“1792” the man replied. “We turn out gold and silver and copper here and we’ve done a great deal of minting for South America, and, of late years, for the Philippines.”

The boys were most interested in the processes by which the discs were cut out of plain sheets of metal and were then fed into tubes of just the right size to hold them, until they reached the stamping machine which gave them the impress they were to wear through life.

“Those new gold pieces are certainly beauties,” said Roger, looking at the eagle flying through the air on one coin and then at the same majestic bird standing with dignity on another.

“I don’t think this Indian has a very handsome nose,” said Ethel Blue, critically, as she examined a five-cent piece.

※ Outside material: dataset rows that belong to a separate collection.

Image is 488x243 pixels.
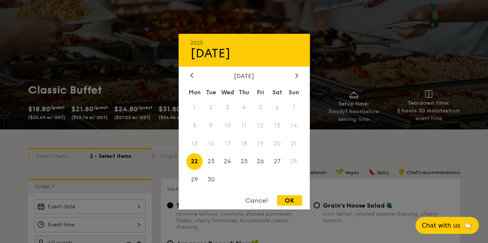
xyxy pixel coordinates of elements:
span: 13 [269,117,285,134]
span: 🦙 [463,221,473,230]
span: 15 [186,135,203,152]
span: 12 [252,117,269,134]
span: 8 [186,117,203,134]
span: 2 [203,99,219,116]
span: 11 [236,117,252,134]
div: Mon [186,85,203,99]
div: 2025 [190,39,298,46]
div: OK [277,196,302,206]
div: Wed [219,85,236,99]
span: 4 [236,99,252,116]
span: 18 [236,135,252,152]
div: Tue [203,85,219,99]
span: 5 [252,99,269,116]
span: Chat with us [422,222,460,230]
span: 19 [252,135,269,152]
div: Cancel [238,196,275,206]
span: 28 [285,154,302,170]
span: 10 [219,117,236,134]
span: 1 [186,99,203,116]
span: 26 [252,154,269,170]
span: 6 [269,99,285,116]
span: 20 [269,135,285,152]
span: 25 [236,154,252,170]
div: Sat [269,85,285,99]
span: 21 [285,135,302,152]
div: [DATE] [190,72,298,79]
span: 16 [203,135,219,152]
div: [DATE] [190,46,298,61]
span: 22 [186,154,203,170]
button: Chat with us🦙 [415,217,479,234]
span: 9 [203,117,219,134]
span: 29 [186,172,203,188]
span: 14 [285,117,302,134]
span: 30 [203,172,219,188]
div: Sun [285,85,302,99]
span: 3 [219,99,236,116]
span: 27 [269,154,285,170]
span: 23 [203,154,219,170]
div: Thu [236,85,252,99]
div: Fri [252,85,269,99]
span: 7 [285,99,302,116]
span: 17 [219,135,236,152]
span: 24 [219,154,236,170]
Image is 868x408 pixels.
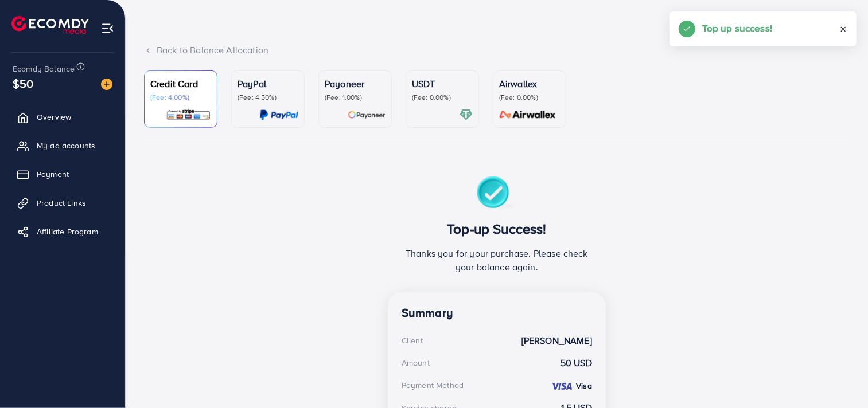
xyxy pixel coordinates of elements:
span: My ad accounts [37,140,95,151]
p: Airwallex [499,77,560,90]
strong: 50 USD [561,357,592,370]
h3: Top-up Success! [402,221,592,238]
iframe: Chat [819,357,859,399]
p: (Fee: 4.00%) [151,93,211,102]
p: (Fee: 1.00%) [325,93,386,102]
div: Payment Method [402,380,464,391]
a: Overview [9,106,116,129]
span: Affiliate Program [37,226,98,238]
span: Overview [37,111,71,123]
img: image [101,79,112,90]
img: card [347,108,386,121]
strong: Visa [576,380,592,391]
p: USDT [412,77,473,90]
img: credit [550,382,573,391]
img: card [460,108,473,121]
h5: Top up success! [702,20,772,36]
strong: [PERSON_NAME] [521,334,592,347]
img: menu [101,22,114,35]
h4: Summary [402,306,592,320]
span: Payment [37,168,69,180]
p: (Fee: 4.50%) [238,93,299,102]
p: Payoneer [325,77,386,90]
p: PayPal [238,77,299,90]
a: Payment [9,163,116,186]
img: card [495,108,560,121]
div: Back to Balance Allocation [144,44,850,57]
p: Credit Card [151,77,211,90]
img: logo [11,16,89,34]
a: Affiliate Program [9,221,116,243]
a: My ad accounts [9,134,116,157]
a: Product Links [9,191,116,215]
span: Product Links [37,197,86,209]
span: Ecomdy Balance [13,63,75,75]
p: Thanks you for your purchase. Please check your balance again. [402,246,592,274]
span: $50 [11,73,36,94]
p: (Fee: 0.00%) [412,93,473,102]
div: Amount [402,357,430,368]
img: success [477,176,517,211]
img: card [260,108,299,121]
p: (Fee: 0.00%) [499,93,560,102]
img: card [166,108,211,121]
div: Client [402,335,423,347]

“But think how appropriate it is,—the noble red-man on one side of the nickel, and the buffalo of the plains on the other,” returned James.

The girls were more interested in the coin collection in the Mint’s museum. Here they saw not only American coins, from the earliest to the most recent, but coins of other countries. One of them was the tiny bit of metal known as the “Widow’s Mite.”

“The Widow didn’t have to be very muscular to carry that around,” commented Roger.

“But she must have had a separate bag to put it in or it would have been lost,” returned practical Ethel Brown.

“There’s nothing doing in the Academy of Fine Arts now, ma’am,” the chauffeur told Mrs. Morton, when she got into the car again. “It has a grand exhibition every winter but it’s closed for the summer. Would you like to see the collections?”

The question was put to the party and they agreed that they would prefer to stay out of doors in this brilliant summer weather.